This is our first year running for the Design Award at Worlds. Although we may be extremely prepared, we do not know what will hit us at worlds. Is Design Award more of a presentation or an interview? Are we required to present our information to the judges, or answer the questions asked?
There is a changed in the process this year.
Teams going for design award will need to submit their Engineering notebooks when they are registering at the counter.
The judges will be doing interview with shortlisted teams at their pits (according to the website).
It is normally up to the judges how they want the interviews to be like. They are some that will give you time to do a presentations. But most of the time, they want to know the process of how you get your robot up.
A good way of presentation will be by 1103. Just Google it. It is classic!
I guess then the question cannot really be answered. From our past experiences through our Excellence and Design interviews, our teams have argued in the past that Excellence/Design awards at Singapore Vex, Asia Pacific VEX robotics competition and World Vex that the format of judgement is different. We recognise the process of submitting our Engineering notebooks but are clueless on the structure of the actual presentation. Guess we have to prepare for everything!

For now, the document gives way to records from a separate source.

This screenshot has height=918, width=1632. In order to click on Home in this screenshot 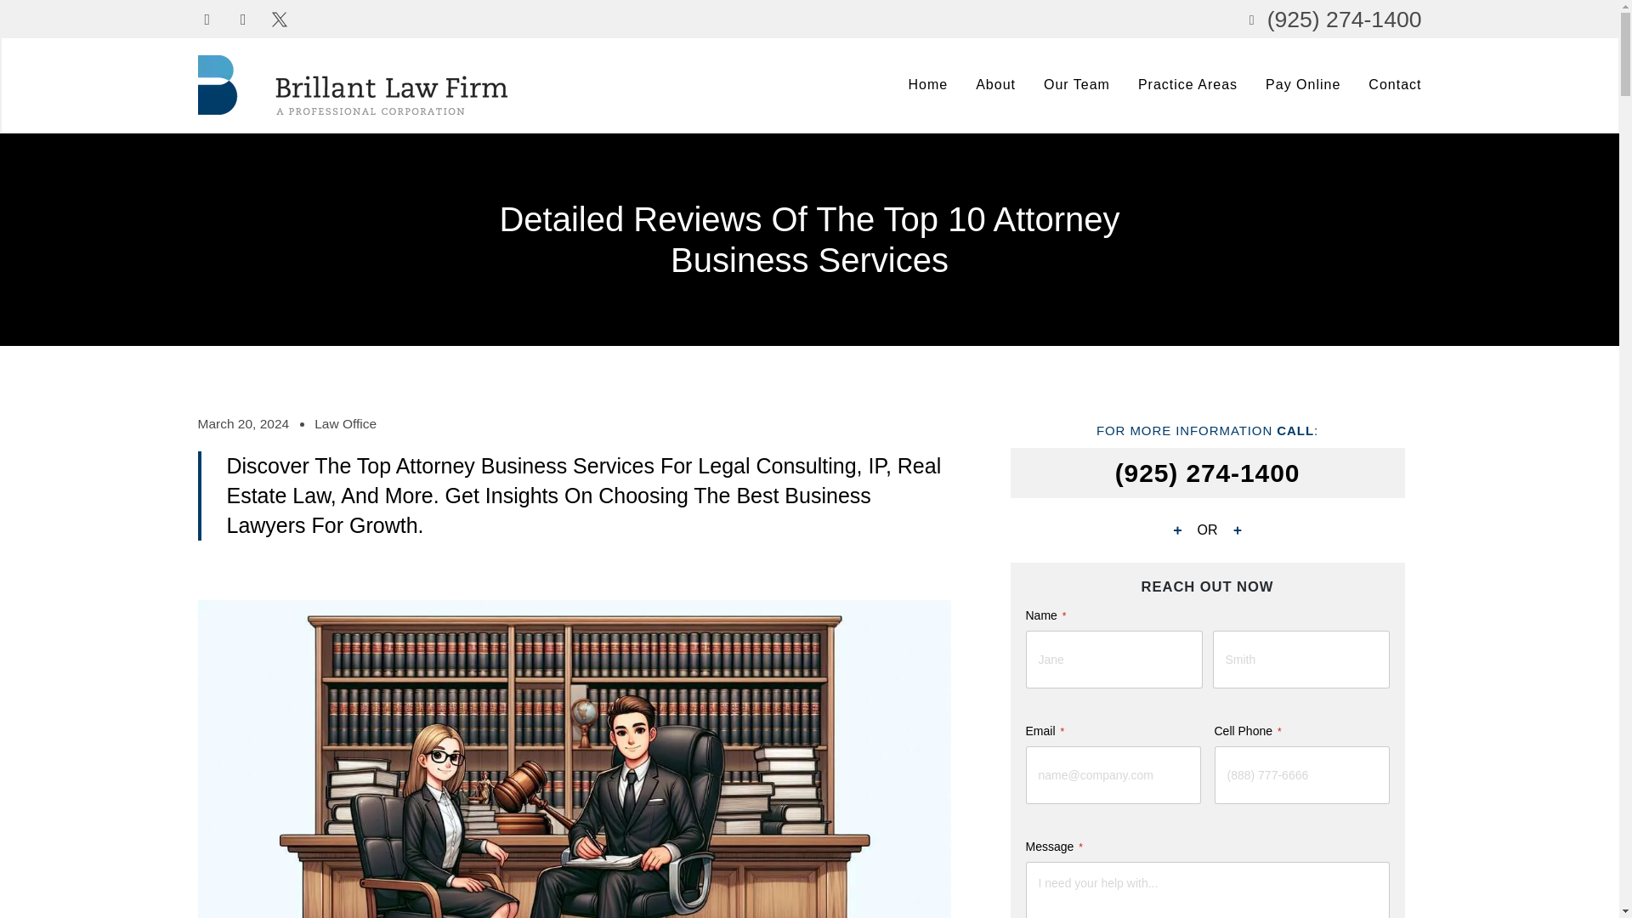, I will do `click(927, 85)`.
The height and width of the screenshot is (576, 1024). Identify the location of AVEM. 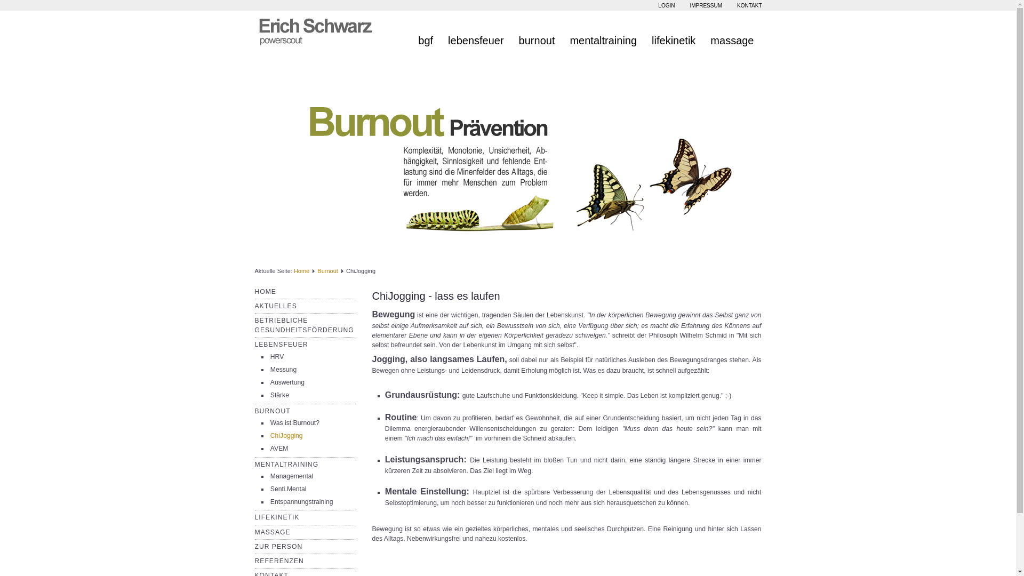
(279, 448).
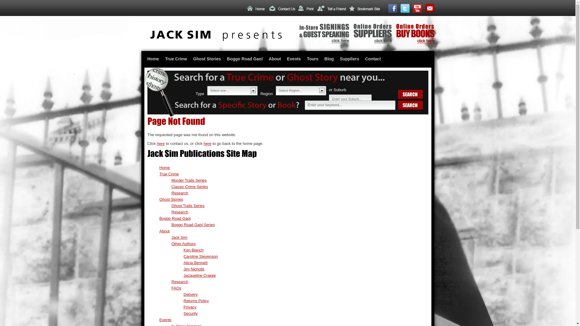  I want to click on About, so click(275, 59).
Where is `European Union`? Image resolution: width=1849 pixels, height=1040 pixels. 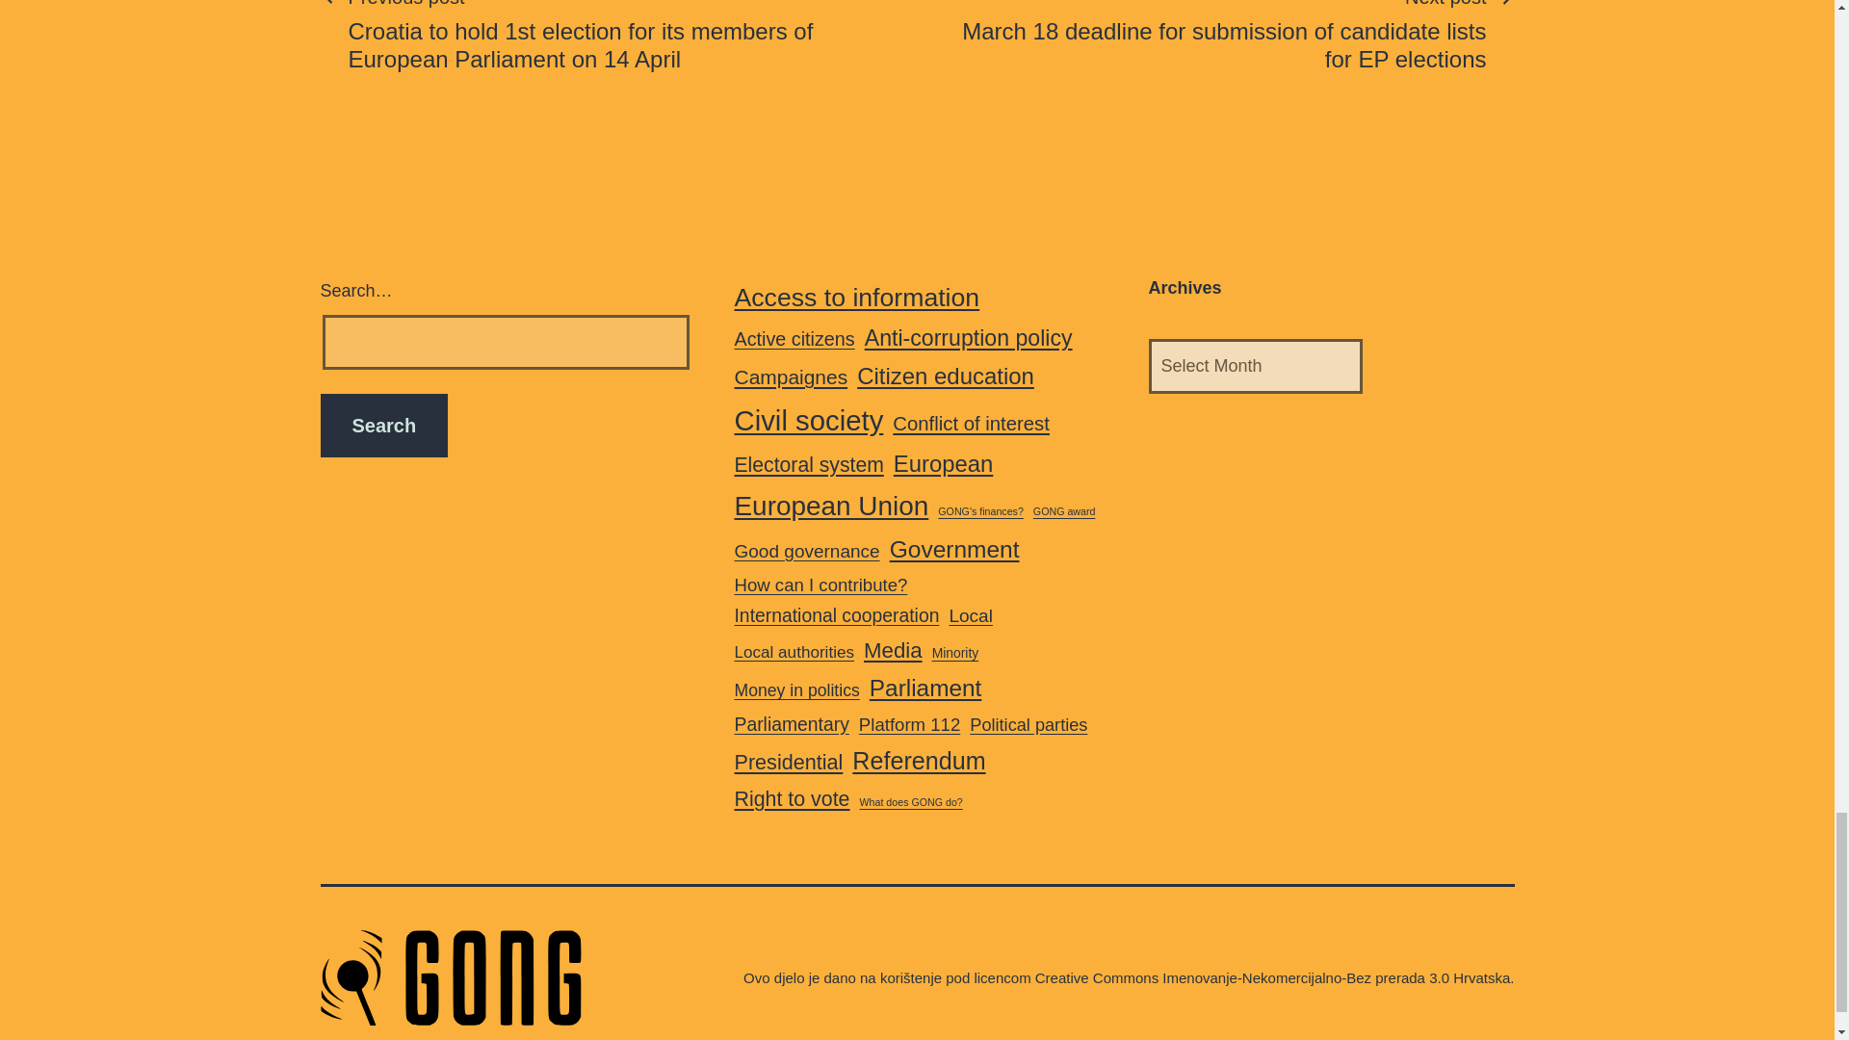 European Union is located at coordinates (830, 506).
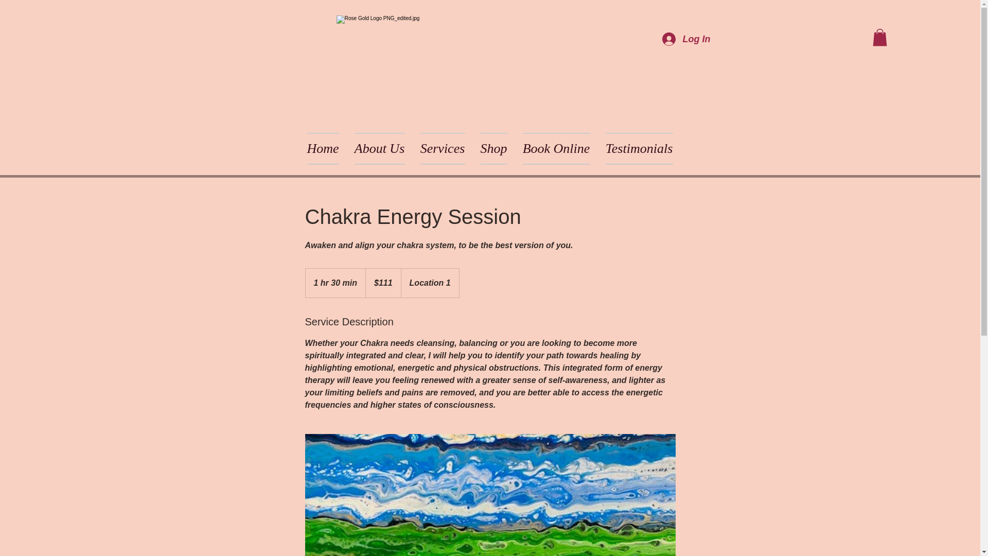 The width and height of the screenshot is (988, 556). What do you see at coordinates (556, 148) in the screenshot?
I see `Book Online` at bounding box center [556, 148].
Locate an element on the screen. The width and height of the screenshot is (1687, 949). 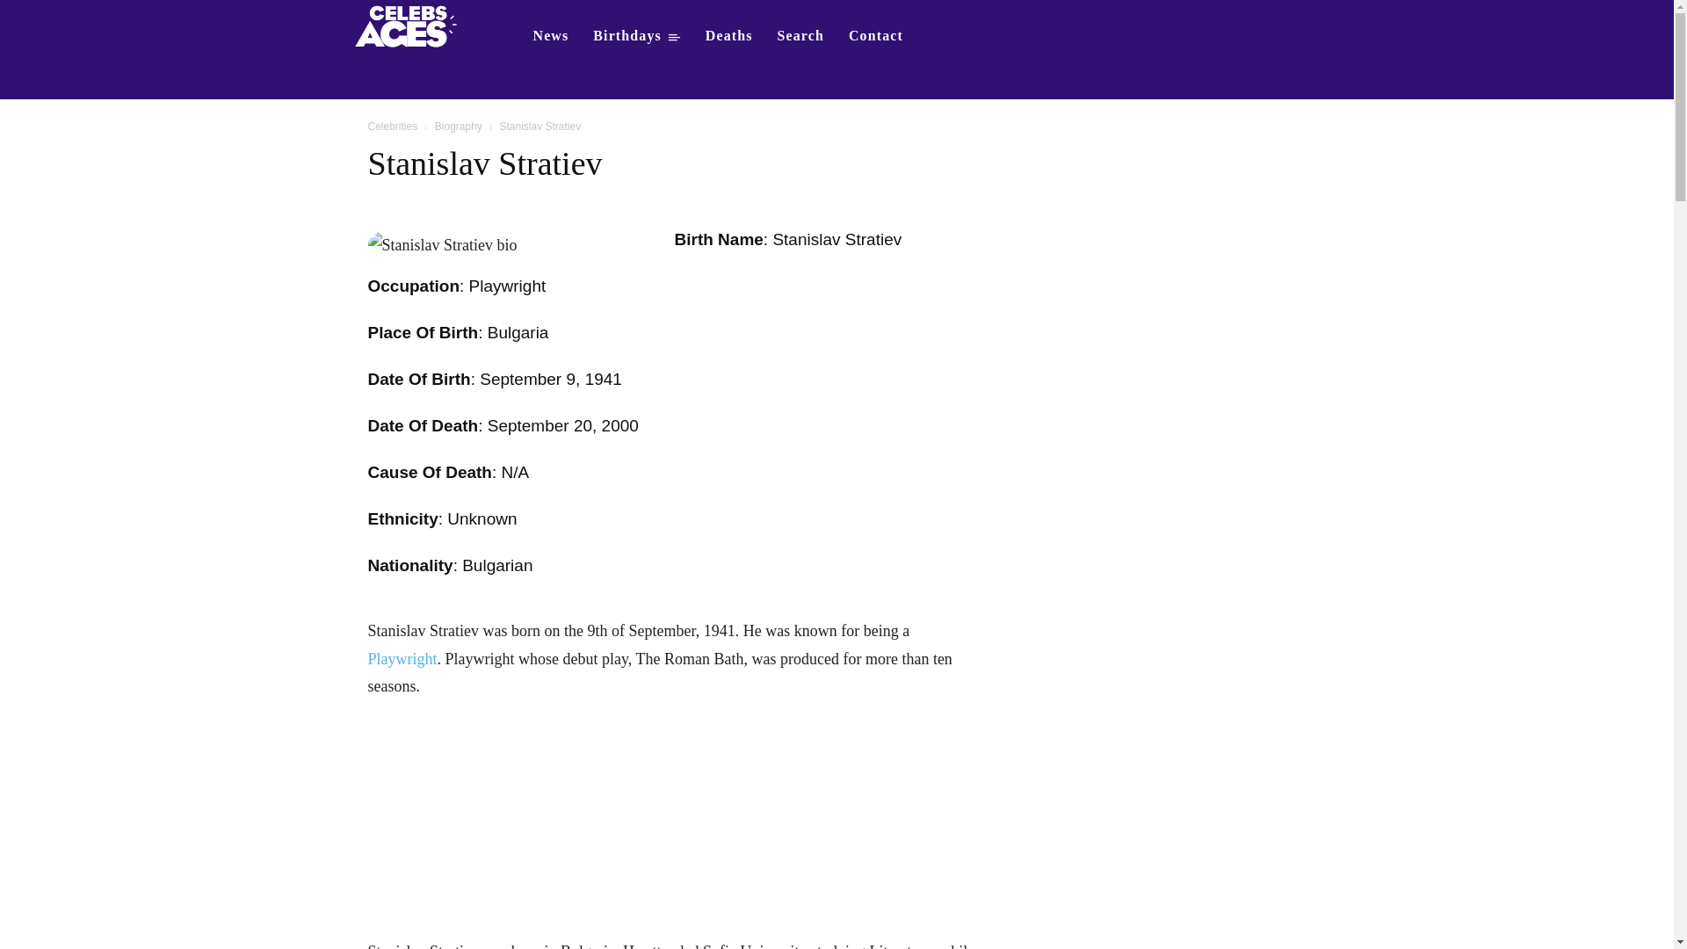
Celebs News is located at coordinates (550, 35).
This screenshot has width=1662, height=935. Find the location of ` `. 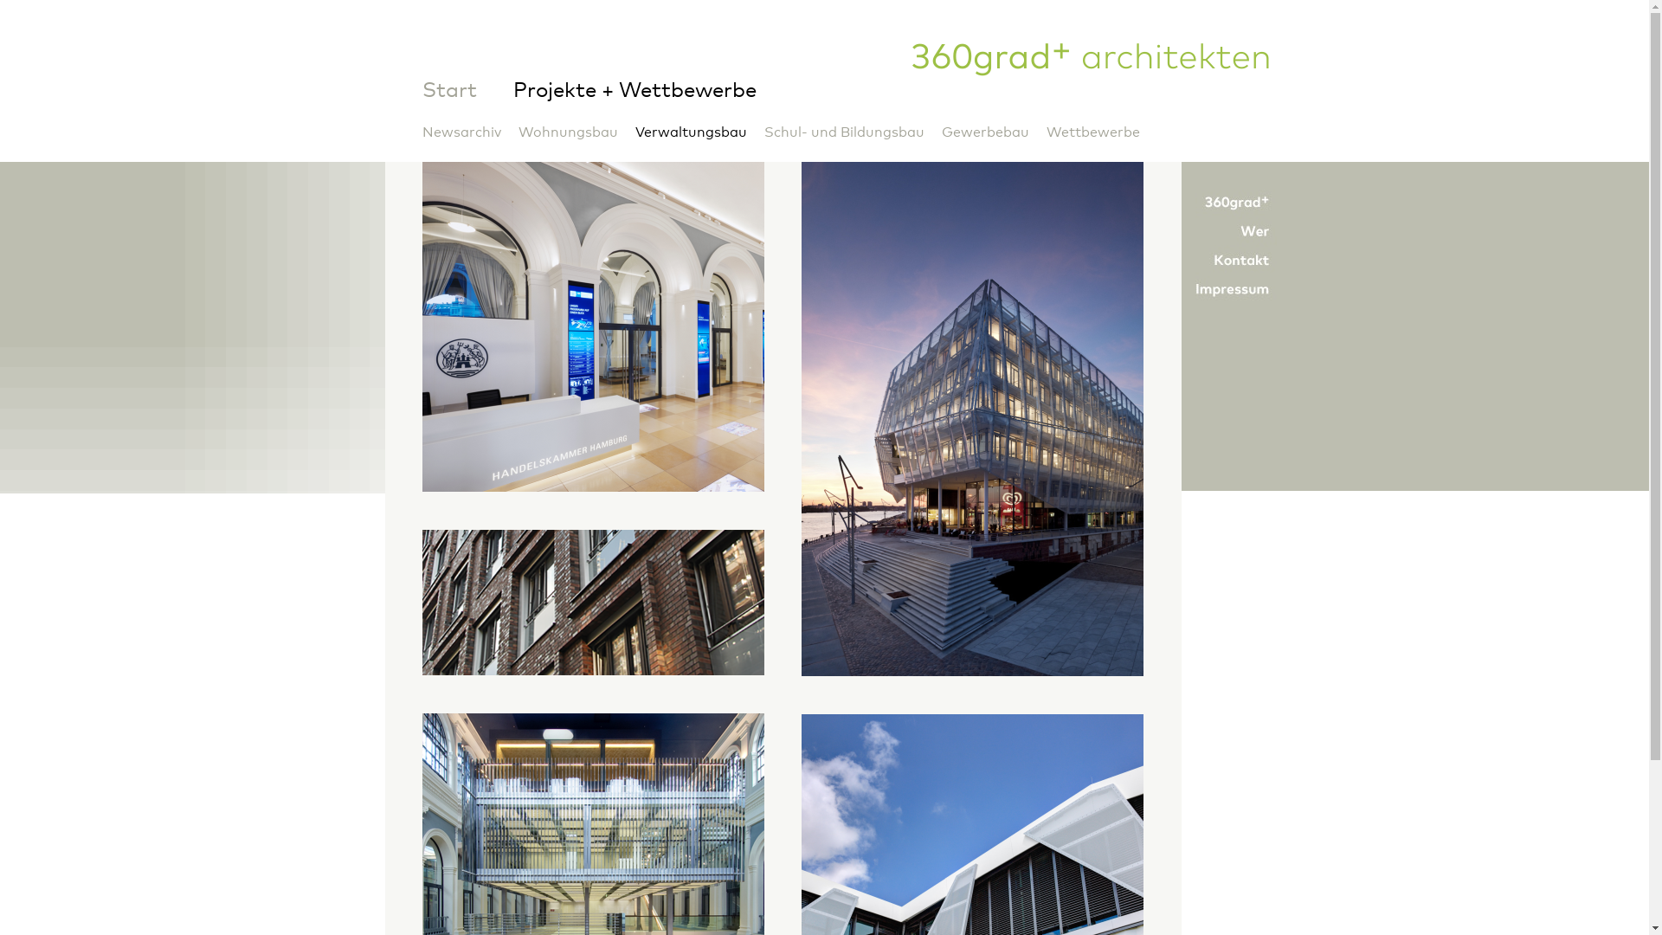

  is located at coordinates (594, 648).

That is not quite true - go to roboticseducation.org and look at the judging guides for World and the associated rubrics for the interview and engineering notebook.
lEvent Documents
I expect the judges to follow these guidelines at Worlds.
We have looked through the rubrics in the past and prepared our content for the presentation with it, but because of past experiences our sister teams had with Design Award presentation during Tossup, it created a debate of a format-free presentation vs a structural presentation. Now that we have seen the guidelines the judges may prompt us with, we can further prepare our presentation. Thanks!
You are welcome! My team had a formal PPT presentation during Toss Up which confused the judges during interviews. My belief is let the team be themselves, as long as they each are comfortable with their process and showing how their designs evolved through successes and failures. The robot and notebook should be consistent with their interview.